Bedford’s Dairy Industry on Display at the Job Lane Farm ~ Sunday, August 13 from 2 to 4 pm

Just a few of the dairy-related items in the collection of the Bedford Historical Society – Courtesy image (c) 2017 all rights reserved

Submitted by Don Corey
President, Bedford Historical Society

The Bedford Historical Society has assembled an extensive collection of basic dairy industry equipment, including platform scale, large milk cans, cream separator, butter churns, etc., as well as bottles and other memorabilia from the local dairies and local dairy farmers.

Many of these items will be on display at the Job Lane barn from 2 to 4 pm on Sunday, August 13, 2017. The Job Lane Farm is located at 295 North Road, Bedford. Among the activities will be to make cream by shaking butter, pose for selfies with Bridget the papier-mâché cow, and around 3 pm help make hand-cranked ice cream and then eat it up!  There s no charge for this family-friendly event.

During the 17th and 18th centuries, Bedford’s economy was entirely agricultural.  Everyone, including the minister and the innkeeper, would have had a small farm with at least one dairy cow.

Bedford’s Old Center began to develop around 1800, and within the next 50 years it became a village of homes on lots too small to keep cows.  As a result, village residents bought their milk from nearby farmers and thus created the local dairy industry.  Over the years a number of local farmers have processed their own milk and sold it under their own dairy names, i.e., Lexford Dairy, Pleasant Farm Dairy, Spring Dale Farm, etc.

In 1880 the J.B. Prescott Co. opened as Bedford’s 1st “collecting” dairy, purchasing raw milk from local dairy farms, processing it and delivering it to homes and retailers.

A 1919 Sanitary Survey of Bedford by the State described Rasmus F. Peterson’s dairy farm, Pleasant Hill Farm, on North Road.  He had a big old barn with 19 dairy cows; the milk house was a modern clean room with a cement floor and a recent model bottle-filling machine.  He sold milk door-to-door in town.

There was no pasteurized milk in Bedford in 1919.  However, by 1930 J.B. Prescott Co. was pasteurizing milk it collected before delivering it to customers within a day.

A 1931 report from Bedford’s Assessors to the Board of Health showed that there were still 53 owners of cows in town, with a total of over 300 cows.  The town’s human population in 1925 was only 1,514.

Bedford’s 1947 Annual Report suggests that the dairy industry was still thriving.  There were 8 licensed Milk Dealers and 16 dairy farms (“Milk Producers”) in town that year.  Both J.B. Prescott and Blue Ribbon were pasteurizing their milk and cream, and Lexford Farm (owned by Dr. G.L. Goulding on Old Billerica Road) was considering pasteurization.

Construction of Route 128 and Route 3 to Lowell in the early 1950s changed Bedford to a suburban town.  Feed costs and shortage of farm labor made farming very marginal, and within a few decades the dairy industry in Bedford was gone.  Only the specialty ice cream business survives today.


**EXERCISE PROMPT**
Quote exactly, and only, the lines from the one containing "The height and" through the end of the material below. Skip pictures.

DATA RECORDS section start

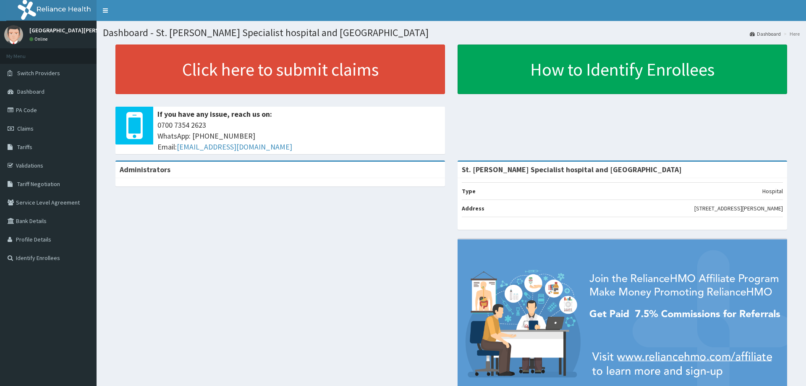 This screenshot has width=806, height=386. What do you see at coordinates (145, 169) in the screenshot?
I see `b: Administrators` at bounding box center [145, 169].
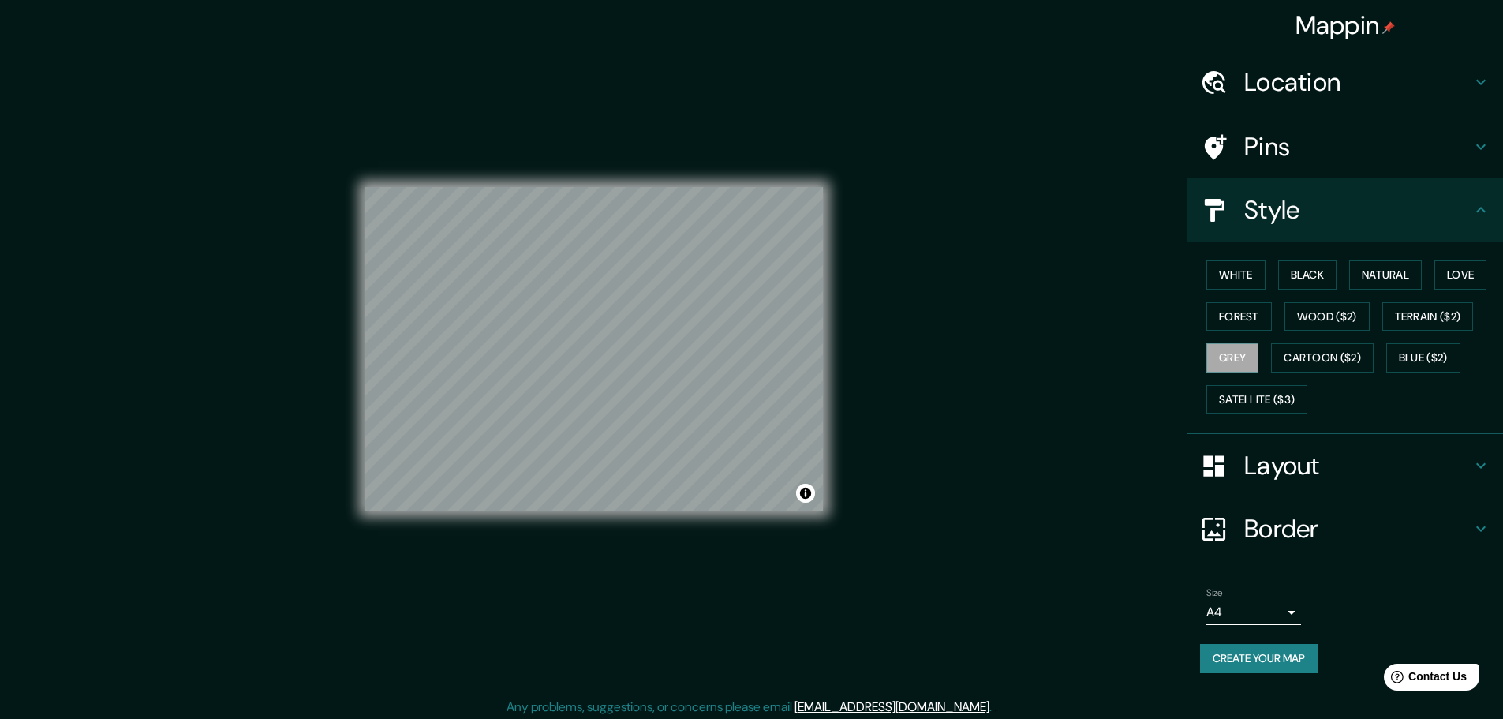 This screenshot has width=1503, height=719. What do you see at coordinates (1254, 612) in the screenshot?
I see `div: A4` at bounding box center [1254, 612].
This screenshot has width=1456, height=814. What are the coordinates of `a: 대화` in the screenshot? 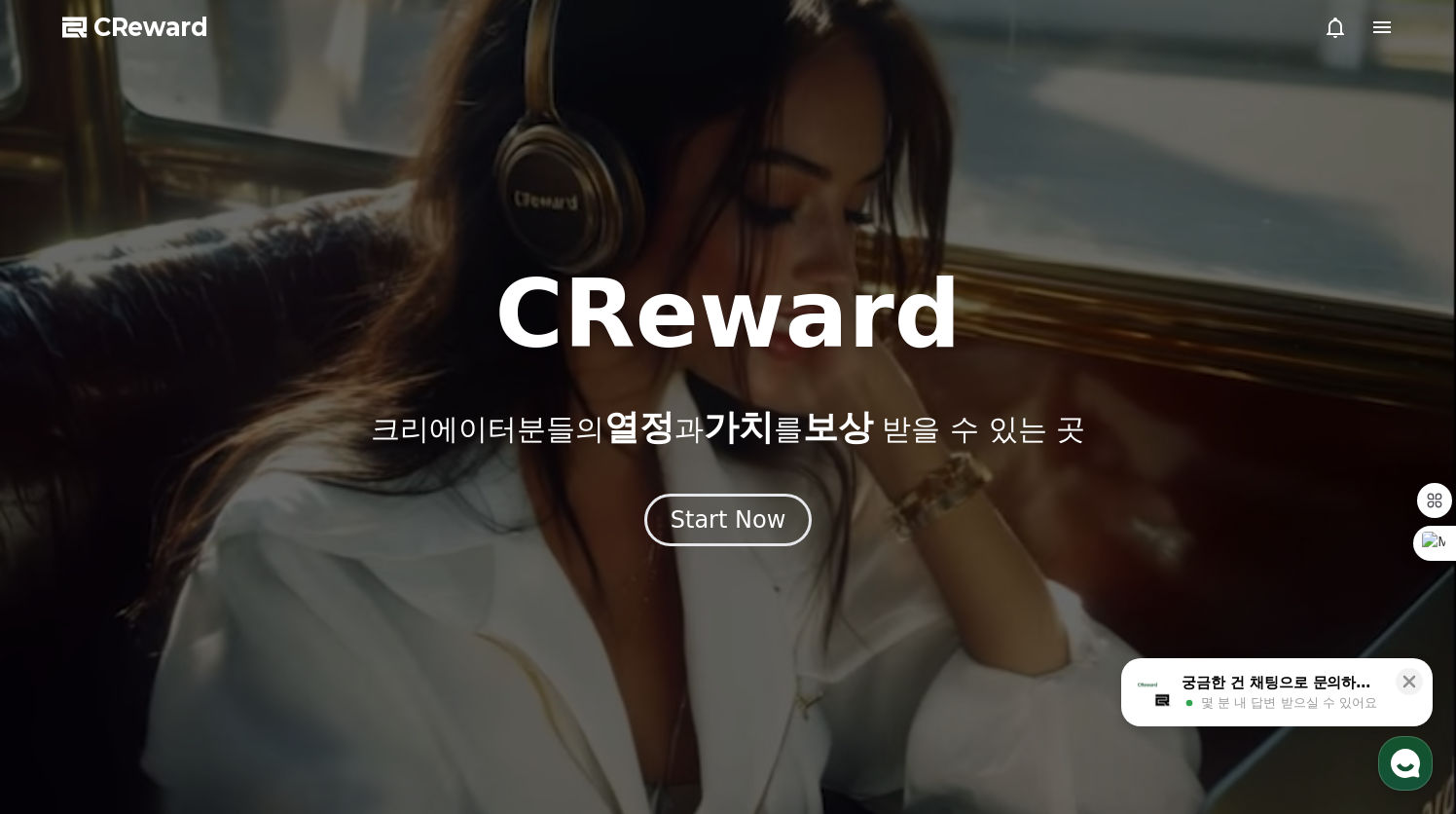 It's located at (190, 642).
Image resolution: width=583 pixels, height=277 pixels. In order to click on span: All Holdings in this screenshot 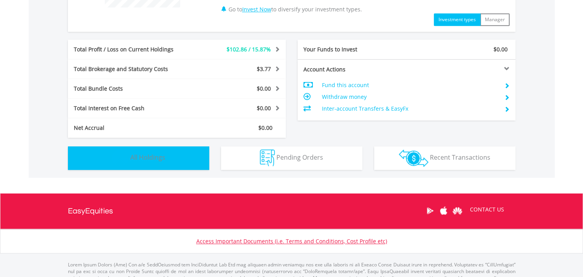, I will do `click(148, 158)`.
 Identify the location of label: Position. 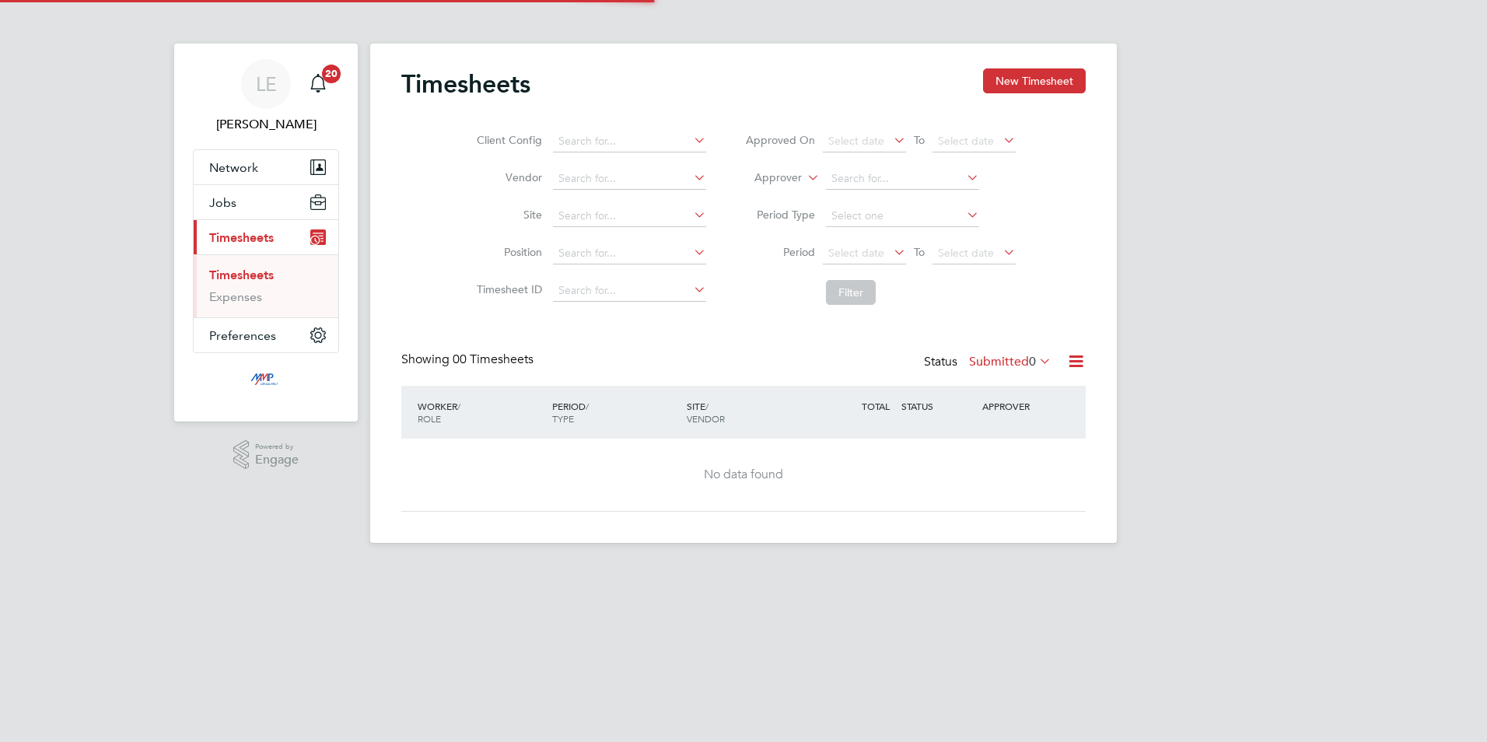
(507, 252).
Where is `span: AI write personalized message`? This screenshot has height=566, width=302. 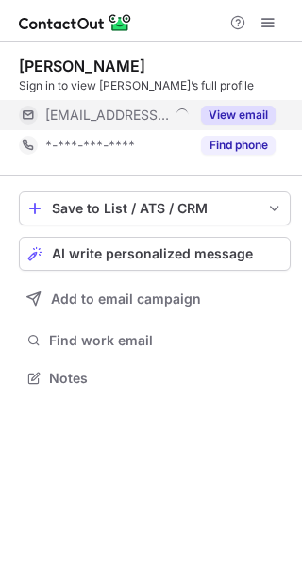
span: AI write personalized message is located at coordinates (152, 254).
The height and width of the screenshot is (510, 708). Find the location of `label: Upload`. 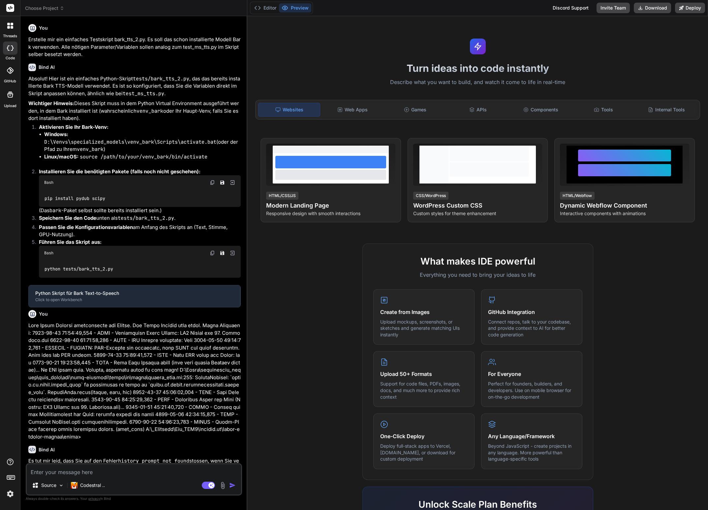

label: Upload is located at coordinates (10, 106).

DATA RECORDS section end

**WRITTEN SOLUTION**
The height and width of the screenshot is (510, 708). Find the location of `label: Upload`. 

label: Upload is located at coordinates (10, 106).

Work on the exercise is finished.